Everyone knows that the best dinners are spent with family
around a big, wooden kitchen table; fireplace roaring, candles glowing, a
hearty meal steaming and a jug of wine breathing. Well, when we’re in the
family mood and family happens to be in town visiting, then there’s only one
place where we want to eat…the kitchen. Just not ours.
The Historisches Weinwirtschaft in Oberwesel on the Rhine
is where we go when family is in town; the father and ms. marion, dad and
stepmum or even when it’s just the two of us wanting an intimate, quaint
atmosphere with an excellent meal. It is our favourite ‘home’ to eat in, because
in almost every way, it is a home.
Recently, I had taken the day off work because stepmum was
rolling through town, as she sometimes does. We had had a lovely spa afternoon
and after great guy got off work we headed out for a cozy dinner in one of the
most beautiful towns on the Rhine.
Oberwesel, all fairytale-like with buildings dating back
to 1010 A.D has a deep sense of roots, of history, and of belonging on every
corner. Like being in a minute chapter of an epic historical novel, there is no
better place to hang out with family.
The Oberweseller have great fun showing off their
historical location, with night watchman tours every month, huge medieval
festivals every two years, and an appreciation for all things old. They value
and preserve their Geschichte (in German ‘history’ translates into ‘story’,
which I think is just perfect) and it oozes out of every cobblestone.
What Iris Marx has done with her wirtschaft is no
exception. Taking one of the last remaining fachwerkhäuse (timber-framed
houses) in the area, she has created a restaurant unlike any other that we know. Each room
to dine in is a ‘room’; the lived-in living room (Wohnstubb) with guitar and
fireplace; the long, narrow kitchen (Kich) with old stove and cracked eggs and
flour on the counter; the intimately small dining nook (Gaststubb) with passage
into the bedroom (Schloafstubb). It is in here, decorated with plump, white
linens and feather pillows, that you can sit in a wooden bed built for two or
nestle into a tall, oak cupboard with your glass of red wine and a schnitzel.
With her wit, straight-talking charm, and heavy dialect, she
will entertain you just because she’s there. And, as is standard in German
locales, the owner is always there. I don’t know how they do it, but it is a
tradition which I find lovely and warm. It is the feeling of being hosted in
someone’s own home. There is no good English translation for ‘wirtschaft’…it
isn’t really a pub or a tavern or a restaurant. The images of those words paint
the wrong picture. It really is more like a home…with great food and drink.
And I can't forget to tell you about the food. It is the best home-cooking around...with names even some Germans need to have translated.
Fier de Große Hunger...for the bigger appetite:
Zwiewelnaggesteak vun de Wutz met Broadkrumbeere un Salad
(Onion pork steak with pan-fried potatoes and salad)
Hunsrigger Krumbeereklees, gefillt met Läwerwurscht en Broadesoß un Salad
(Hunsrücker Potato dumplings filled with liverwurst with gravy and salad)
en was
zum Schnuggele…and for dessert:
Zironesorbet met Treschder
(Lemon sorbet with brandy)
Espresso-Rahm-Kerm aff Cranberries
(Espresso whipped cream, with cream atop cranberries)
And at the end of a fun-filled, familial evening, touring all of the rooms in the house including the old wine cellar, we head back along the B9 towards home. To our own kitchen.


▶ Description of the task
Return, without pictures, the lines from the start of the data through the one that contains "Image is 790x395 pixels.".

** Task data follows **

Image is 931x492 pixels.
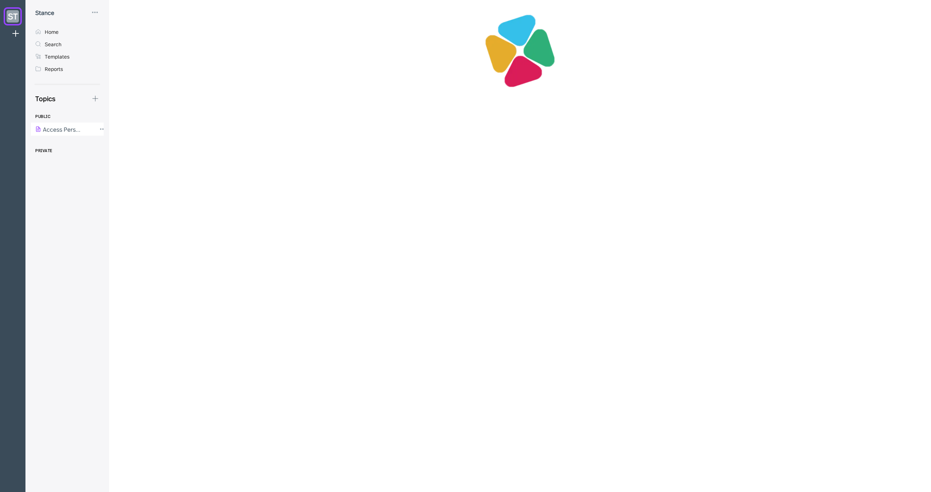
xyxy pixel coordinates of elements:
div: Reports [45,65,63,72]
div: Search [45,41,61,47]
a: ST [4,7,22,25]
div: PUBLIC [35,110,51,123]
div: PRIVATE [35,144,52,157]
div: Home [45,28,59,35]
div: Stance [35,9,54,16]
div: Templates [45,53,69,60]
div: Topics [31,94,55,103]
div: ST [7,10,19,23]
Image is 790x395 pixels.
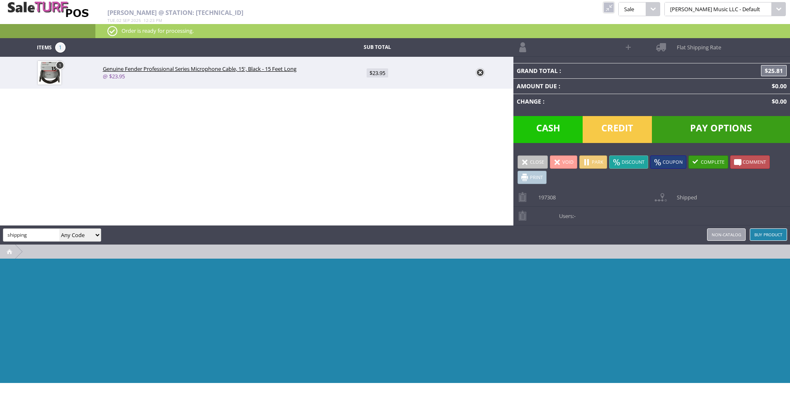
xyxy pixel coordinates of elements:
[150,17,155,23] span: 23
[583,116,652,143] span: Credit
[143,17,148,23] span: 12
[103,73,125,80] a: @ $23.95
[743,159,766,165] span: Comment
[131,17,141,23] span: 2025
[688,155,728,169] a: Complete
[3,229,59,241] input: Search
[574,212,576,220] span: -
[56,61,64,70] a: 1
[37,42,52,51] span: Items
[664,2,772,16] span: [PERSON_NAME] Music LLC - Default
[761,65,787,76] span: $25.81
[768,82,787,90] span: $0.00
[673,188,697,201] span: Shipped
[609,155,648,169] a: Discount
[103,65,296,73] span: Genuine Fender Professional Series Microphone Cable, 15', Black - 15 Feet Long
[107,9,503,16] h2: [PERSON_NAME] @ Station: [TECHNICAL_ID]
[107,26,778,35] p: Order is ready for processing.
[513,78,678,94] td: Amount Due :
[618,2,646,16] span: Sale
[517,155,548,169] a: Close
[107,17,115,23] span: Tue
[117,17,121,23] span: 02
[652,116,790,143] span: Pay Options
[123,17,130,23] span: Sep
[517,171,547,184] a: Print
[550,155,577,169] a: Void
[367,68,388,78] span: $23.95
[750,228,787,241] a: Buy Product
[768,97,787,105] span: $0.00
[513,94,678,109] td: Change :
[107,17,162,23] span: , :
[555,207,576,220] span: Users:
[650,155,686,169] a: Coupon
[579,155,607,169] a: Park
[513,116,583,143] span: Cash
[308,42,447,53] td: Sub Total
[513,63,678,78] td: Grand Total :
[673,38,721,51] span: Flat Shipping Rate
[534,188,556,201] span: 197308
[55,42,66,53] span: 1
[707,228,746,241] a: Non-catalog
[156,17,162,23] span: pm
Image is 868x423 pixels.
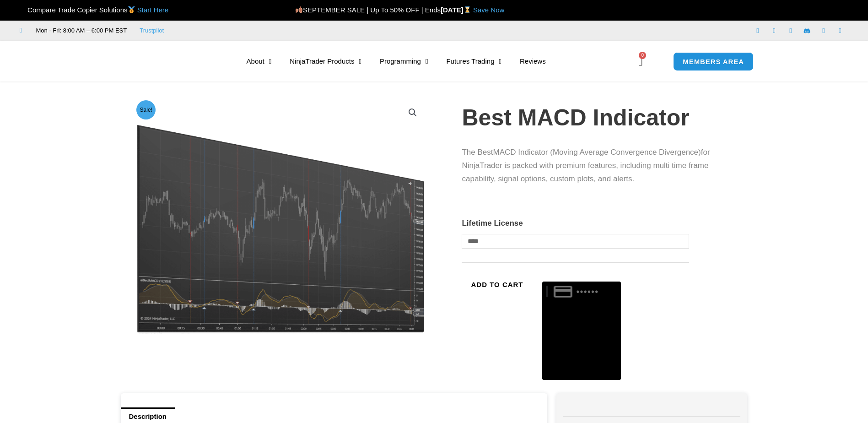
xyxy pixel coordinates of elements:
[295,6,441,14] span: SEPTEMBER SALE | Up To 50% OFF | Ends
[19,6,169,14] span: Compare Trade Copier Solutions
[138,6,169,14] a: Start Here
[473,6,504,14] a: Save Now
[136,101,155,119] span: Sale!
[238,51,281,72] a: About
[462,276,532,292] button: Add to cart
[510,51,555,72] a: Reviews
[540,276,623,276] iframe: Secure payment input frame
[683,58,744,65] span: MEMBERS AREA
[577,286,600,297] text: ••••••
[128,6,135,13] img: 🥇
[542,282,621,381] button: Buy with GPay
[625,48,657,74] a: 0
[371,51,438,72] a: Programming
[238,51,636,72] nav: Menu
[441,6,473,14] strong: [DATE]
[296,6,303,13] img: 🍂
[140,26,164,36] a: Trustpilot
[133,97,428,334] img: Best MACD
[281,51,371,72] a: NinjaTrader Products
[464,6,471,13] img: ⌛
[20,6,27,13] img: 🏆
[462,147,710,183] span: for NinjaTrader is packed with premium features, including multi time frame capability, signal op...
[462,102,729,133] h1: Best MACD Indicator
[639,52,646,59] span: 0
[106,45,205,78] img: LogoAI | Affordable Indicators – NinjaTrader
[404,104,421,121] a: View full-screen image gallery
[673,52,754,71] a: MEMBERS AREA
[437,51,510,72] a: Futures Trading
[34,26,127,36] span: Mon - Fri: 8:00 AM – 6:00 PM EST
[462,147,493,156] span: The Best
[462,219,523,228] label: Lifetime License
[494,147,701,156] span: MACD Indicator (Moving Average Convergence Divergence)
[462,253,478,259] a: Clear options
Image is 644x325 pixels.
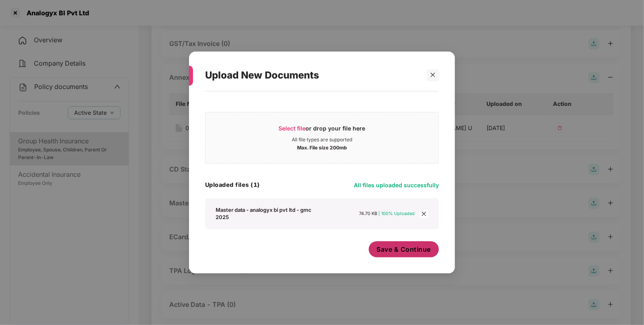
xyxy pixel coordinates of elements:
span: close [430,72,436,78]
span: | 100% Uploaded [379,211,415,216]
span: Select file [279,125,306,132]
div: Upload New Documents [205,59,420,91]
button: Save & Continue [369,241,439,257]
div: Master data - analogyx bi pvt ltd - gmc 2025 [216,206,325,220]
h4: Uploaded files (1) [205,181,260,189]
div: Max. File size 200mb [297,143,347,151]
span: All files uploaded successfully [354,182,439,189]
div: or drop your file here [279,124,365,136]
div: All file types are supported [292,136,352,143]
span: Save & Continue [377,245,431,253]
span: 74.70 KB [360,211,377,216]
span: close [420,209,428,218]
span: Select fileor drop your file hereAll file types are supportedMax. File size 200mb [205,118,438,157]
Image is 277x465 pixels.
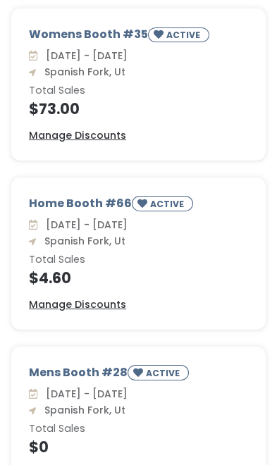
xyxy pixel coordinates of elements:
small: ACTIVE [146,367,182,379]
h4: $73.00 [29,101,248,117]
a: Manage Discounts [29,128,126,143]
h6: Total Sales [29,254,248,266]
h4: $4.60 [29,270,248,286]
h6: Total Sales [29,85,248,97]
u: Manage Discounts [29,297,126,311]
small: ACTIVE [150,198,187,210]
span: Spanish Fork, Ut [39,234,125,248]
div: Home Booth #66 [29,195,248,217]
span: Spanish Fork, Ut [39,65,125,79]
a: Manage Discounts [29,297,126,312]
h6: Total Sales [29,423,248,435]
div: Mens Booth #28 [29,364,248,386]
span: [DATE] - [DATE] [40,49,128,63]
span: [DATE] - [DATE] [40,218,128,232]
span: Spanish Fork, Ut [39,403,125,417]
div: Womens Booth #35 [29,26,248,48]
h4: $0 [29,439,248,455]
u: Manage Discounts [29,128,126,142]
small: ACTIVE [166,29,203,41]
span: [DATE] - [DATE] [40,387,128,401]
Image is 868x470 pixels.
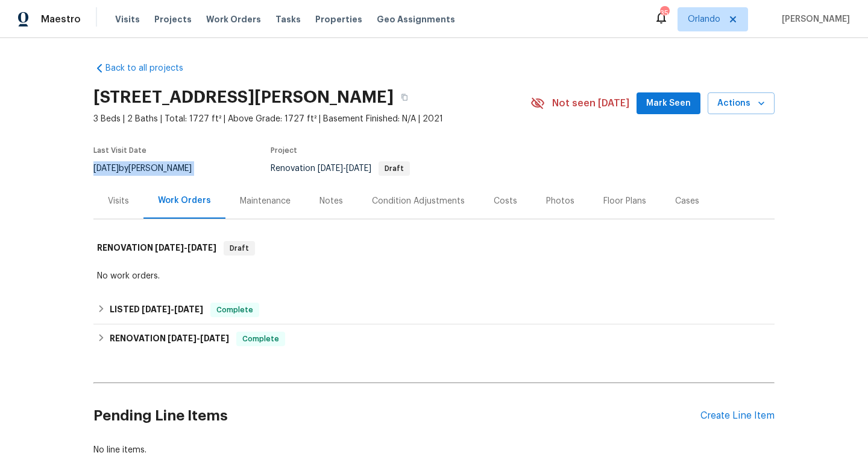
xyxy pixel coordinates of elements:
span: Tasks [276,15,301,23]
span: 3 Beds | 2 Baths | Total: 1727 ft² | Above Grade: 1727 ft² | Basement Finished: N/A | 2021 [93,113,531,125]
span: Orlando [688,13,721,26]
div: Maintenance [240,195,291,207]
h6: RENOVATION [97,241,217,255]
span: Draft [225,242,254,254]
span: - [142,305,203,314]
button: Copy Address [394,86,415,108]
span: Projects [154,13,192,26]
span: [DATE] [174,305,203,314]
div: Notes [320,195,343,207]
div: Visits [108,195,129,207]
span: Properties [315,13,362,26]
span: Mark Seen [646,96,691,111]
h6: RENOVATION [110,331,229,346]
h2: Pending Line Items [93,387,701,443]
span: [DATE] [346,164,372,172]
div: Work Orders [158,195,211,206]
div: by [PERSON_NAME] [93,161,206,176]
div: Cases [675,195,699,207]
h6: LISTED [110,302,203,317]
span: Actions [718,96,765,111]
span: Geo Assignments [377,13,455,26]
span: Project [271,147,297,154]
div: Floor Plans [604,195,646,207]
span: [DATE] [93,164,119,172]
button: Actions [708,92,775,115]
span: [PERSON_NAME] [777,13,850,26]
div: RENOVATION [DATE]-[DATE]Draft [93,229,775,267]
div: No line items. [93,443,775,456]
span: [DATE] [201,334,229,342]
div: Condition Adjustments [372,195,465,207]
span: - [155,243,217,251]
span: Renovation [271,164,410,172]
div: LISTED [DATE]-[DATE]Complete [93,295,775,324]
h2: [STREET_ADDRESS][PERSON_NAME] [93,92,394,103]
span: Complete [238,332,284,345]
span: [DATE] [168,334,197,342]
span: - [168,334,229,342]
span: Last Visit Date [93,147,146,154]
div: Photos [547,195,575,207]
span: Work Orders [206,13,261,26]
span: Complete [211,304,258,315]
span: Not seen [DATE] [552,97,629,109]
span: - [318,164,372,172]
span: [DATE] [155,243,184,251]
span: [DATE] [187,243,217,251]
div: No work orders. [97,270,771,282]
span: [DATE] [142,305,170,314]
span: [DATE] [318,164,343,172]
span: Visits [115,13,140,26]
span: Draft [380,164,409,172]
div: 35 [660,7,669,20]
a: Back to all projects [93,62,209,75]
div: Costs [493,195,517,207]
button: Mark Seen [637,92,701,115]
div: RENOVATION [DATE]-[DATE]Complete [93,324,775,353]
div: Create Line Item [701,410,775,421]
span: Maestro [41,13,81,26]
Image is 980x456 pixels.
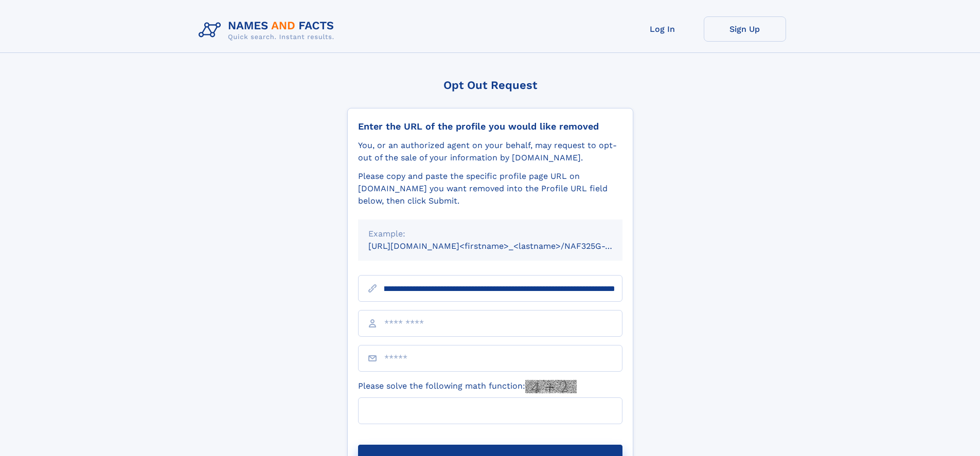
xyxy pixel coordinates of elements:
[368,241,642,251] small: [URL][DOMAIN_NAME]<firstname>_<lastname>/NAF325G-xxxxxxxx
[358,171,623,207] div: Please copy and paste the specific profile page URL on [DOMAIN_NAME] you want removed into the Pr...
[358,121,623,132] div: Enter the URL of the profile you would like removed
[358,140,623,164] div: You, or an authorized agent on your behalf, may request to opt-out of the sale of your informatio...
[621,17,704,42] a: Log In
[358,380,577,393] label: Please solve the following math function:
[704,17,786,42] a: Sign Up
[348,79,633,91] div: Opt Out Request
[194,17,343,44] img: Logo Names and Facts
[368,228,613,240] div: Example:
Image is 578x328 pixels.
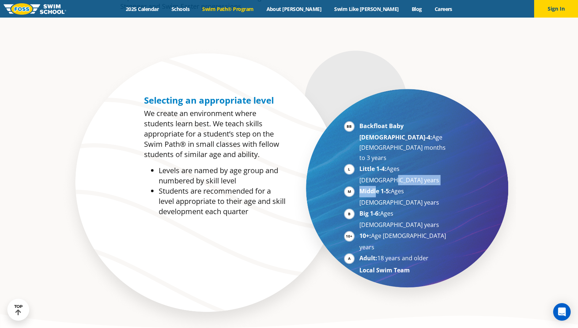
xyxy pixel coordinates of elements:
[260,5,328,12] a: About [PERSON_NAME]
[359,163,449,185] li: Ages [DEMOGRAPHIC_DATA] years
[196,5,260,12] a: Swim Path® Program
[359,208,449,230] li: Ages [DEMOGRAPHIC_DATA] years
[405,5,428,12] a: Blog
[359,230,449,252] li: Age [DEMOGRAPHIC_DATA] years
[159,186,286,216] li: Students are recommended for a level appropriate to their age and skill development each quarter
[359,121,449,163] li: Age [DEMOGRAPHIC_DATA] months to 3 years
[359,186,449,207] li: Ages [DEMOGRAPHIC_DATA] years
[359,165,386,173] strong: Little 1-4:
[428,5,458,12] a: Careers
[144,94,274,106] span: Selecting an appropriate level
[159,165,286,186] li: Levels are named by age group and numbered by skill level
[359,254,377,262] strong: Adult:
[328,5,405,12] a: Swim Like [PERSON_NAME]
[120,5,165,12] a: 2025 Calendar
[553,303,571,320] div: Open Intercom Messenger
[359,231,371,239] strong: 10+:
[14,304,23,315] div: TOP
[359,253,449,264] li: 18 years and older
[359,209,380,217] strong: Big 1-6:
[359,266,410,274] strong: Local Swim Team
[4,3,66,15] img: FOSS Swim School Logo
[165,5,196,12] a: Schools
[359,122,432,141] strong: Backfloat Baby [DEMOGRAPHIC_DATA]-4:
[359,187,391,195] strong: Middle 1-5:
[144,108,286,159] p: We create an environment where students learn best. We teach skills appropriate for a student’s s...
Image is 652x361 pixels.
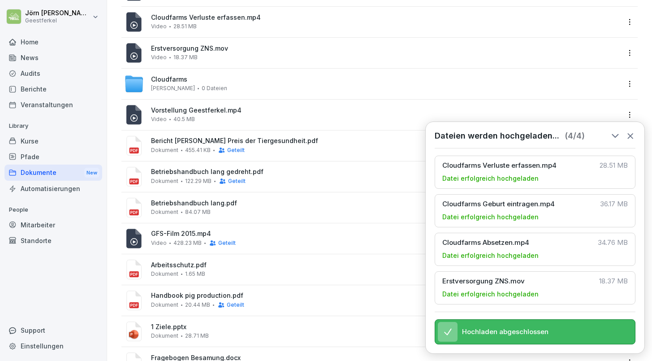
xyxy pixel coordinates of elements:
span: Erstversorgung ZNS.mov [151,45,621,52]
a: Audits [4,65,102,81]
span: Video [151,54,167,61]
a: Pfade [4,149,102,165]
span: 18.37 MB [600,277,628,285]
span: 0 Dateien [202,85,227,91]
a: Einstellungen [4,338,102,354]
span: Datei erfolgreich hochgeladen [443,174,539,183]
span: Geteilt [227,147,245,153]
span: 34.76 MB [598,239,628,247]
span: 28.51 MB [600,161,628,170]
a: Cloudfarms[PERSON_NAME]0 Dateien [122,69,624,99]
span: Dateien werden hochgeladen... [435,131,560,141]
a: News [4,50,102,65]
span: 1 Ziele.pptx [151,323,621,331]
span: Cloudfarms Geburt eintragen.mp4 [443,200,595,208]
span: Video [151,240,167,246]
span: 455.41 KB [185,147,211,153]
a: Automatisierungen [4,181,102,196]
span: Hochladen abgeschlossen [462,328,549,336]
span: Bericht [PERSON_NAME] Preis der Tiergesundheit.pdf [151,137,621,145]
div: New [84,168,100,178]
span: Geteilt [227,302,244,308]
span: 428.23 MB [174,240,202,246]
span: Erstversorgung ZNS.mov [443,277,594,285]
a: Mitarbeiter [4,217,102,233]
span: 18.37 MB [174,54,198,61]
span: Cloudfarms [151,76,187,83]
span: [PERSON_NAME] [151,85,195,91]
a: Kurse [4,133,102,149]
p: Library [4,119,102,133]
span: Geteilt [218,240,236,246]
span: Dokument [151,271,178,277]
span: Geteilt [228,178,246,184]
span: 40.5 MB [174,116,195,122]
span: ( 4 / 4 ) [565,131,585,141]
a: Veranstaltungen [4,97,102,113]
span: Dokument [151,333,178,339]
span: Handbook pig production.pdf [151,292,621,300]
a: DokumenteNew [4,165,102,181]
span: 20.44 MB [185,302,210,308]
span: 28.51 MB [174,23,197,30]
a: Standorte [4,233,102,248]
p: Geestferkel [25,17,91,24]
a: Berichte [4,81,102,97]
div: Support [4,322,102,338]
span: GFS-Film 2015.mp4 [151,230,621,238]
span: Datei erfolgreich hochgeladen [443,213,539,222]
span: 122.29 MB [185,178,212,184]
span: Dokument [151,302,178,308]
span: Cloudfarms Absetzen.mp4 [443,239,593,247]
span: Arbeitsschutz.pdf [151,261,621,269]
span: Dokument [151,147,178,153]
div: Dokumente [4,165,102,181]
span: Video [151,116,167,122]
span: Datei erfolgreich hochgeladen [443,290,539,299]
a: Home [4,34,102,50]
span: Betriebshandbuch lang gedreht.pdf [151,168,621,176]
span: 84.07 MB [185,209,211,215]
span: Vorstellung Geestferkel.mp4 [151,107,621,114]
span: Dokument [151,209,178,215]
p: People [4,203,102,217]
span: Video [151,23,167,30]
span: 36.17 MB [600,200,628,208]
p: Jörn [PERSON_NAME] [25,9,91,17]
span: 1.65 MB [185,271,205,277]
span: Betriebshandbuch lang.pdf [151,200,621,207]
span: 28.71 MB [185,333,209,339]
span: Cloudfarms Verluste erfassen.mp4 [443,161,595,170]
span: Cloudfarms Verluste erfassen.mp4 [151,14,621,22]
span: Datei erfolgreich hochgeladen [443,251,539,260]
span: Dokument [151,178,178,184]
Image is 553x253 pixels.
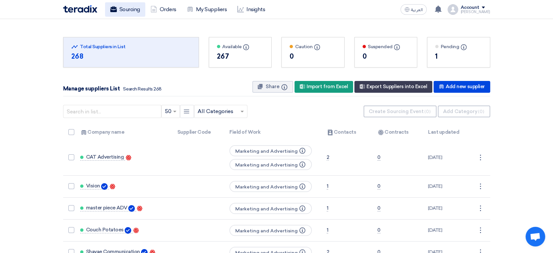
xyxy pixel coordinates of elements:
th: Contacts [321,124,372,140]
span: Vision [86,183,100,188]
td: [DATE] [423,219,475,241]
span: (0) [424,109,431,114]
div: ⋮ [475,203,486,213]
div: Account [461,5,479,10]
button: Add Category(0) [438,105,490,117]
a: Couch Potatoes Verified Account [80,227,133,233]
span: Marketing and Advertising [229,225,312,236]
th: Contracts [372,124,423,140]
div: Add new supplier [434,81,490,93]
td: [DATE] [423,140,475,175]
a: Orders [145,2,182,17]
span: 0 [377,154,381,160]
span: Marketing and Advertising [229,203,312,214]
td: [DATE] [423,175,475,197]
a: master piece ADV Verified Account [80,205,136,211]
span: Marketing and Advertising [229,181,312,192]
span: Marketing and Advertising [229,145,312,156]
span: 1 [327,205,329,211]
img: Verified Account [125,227,131,233]
div: 0 [363,51,409,61]
th: Company name [75,124,172,140]
div: Total Suppliers in List [71,43,191,50]
div: 0 [290,51,336,61]
th: Supplier Code [172,124,225,140]
div: 1 [435,51,482,61]
span: (0) [478,109,484,114]
div: Available [217,43,264,50]
div: 267 [217,51,264,61]
div: Export Suppliers into Excel [354,81,432,93]
span: 50 [165,107,171,115]
div: Manage suppliers List [63,84,162,93]
img: Teradix logo [63,5,97,13]
button: Create Sourcing Event(0) [364,105,437,117]
div: ⋮ [475,225,486,235]
a: Open chat [526,226,545,246]
td: [DATE] [423,197,475,219]
span: 1 [327,227,329,233]
a: My Suppliers [182,2,232,17]
span: Share [266,83,279,89]
a: Insights [232,2,270,17]
div: Pending [435,43,482,50]
div: [PERSON_NAME] [461,10,490,14]
span: 1 [327,183,329,189]
div: 268 [71,51,191,61]
th: Field of Work [224,124,321,140]
a: Vision Verified Account [80,183,109,189]
img: profile_test.png [448,4,458,15]
div: Caution [290,43,336,50]
span: master piece ADV [86,205,127,210]
span: العربية [411,8,423,12]
button: Share [252,81,293,93]
img: Verified Account [128,205,135,211]
span: Marketing and Advertising [229,159,312,170]
span: CAT Advertising [86,154,124,159]
span: Search Results 268 [123,86,161,92]
div: ⋮ [475,152,486,163]
div: Suspended [363,43,409,50]
div: ⋮ [475,181,486,191]
th: Last updated [423,124,475,140]
div: Import from Excel [295,81,353,93]
a: Sourcing [105,2,145,17]
span: 2 [327,154,329,160]
a: CAT Advertising [80,154,125,160]
span: 0 [377,183,381,189]
span: 0 [377,205,381,211]
span: 0 [377,227,381,233]
span: Couch Potatoes [86,227,124,232]
input: Search in list... [63,105,161,118]
img: Verified Account [101,183,108,189]
button: العربية [401,4,427,15]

** End of Task data **

▶ Answer to this exercise
Image is 931x492 pixels.
xyxy pixel coordinates of elements:
div: Reports [45,65,63,72]
div: Search [45,41,61,47]
a: ST [4,7,22,25]
div: PUBLIC [35,110,51,123]
div: PRIVATE [35,144,52,157]
div: Home [45,28,59,35]
div: Stance [35,9,54,16]
div: Templates [45,53,69,60]
div: Topics [31,94,55,103]
div: ST [7,10,19,23]
Image is 790x395 pixels.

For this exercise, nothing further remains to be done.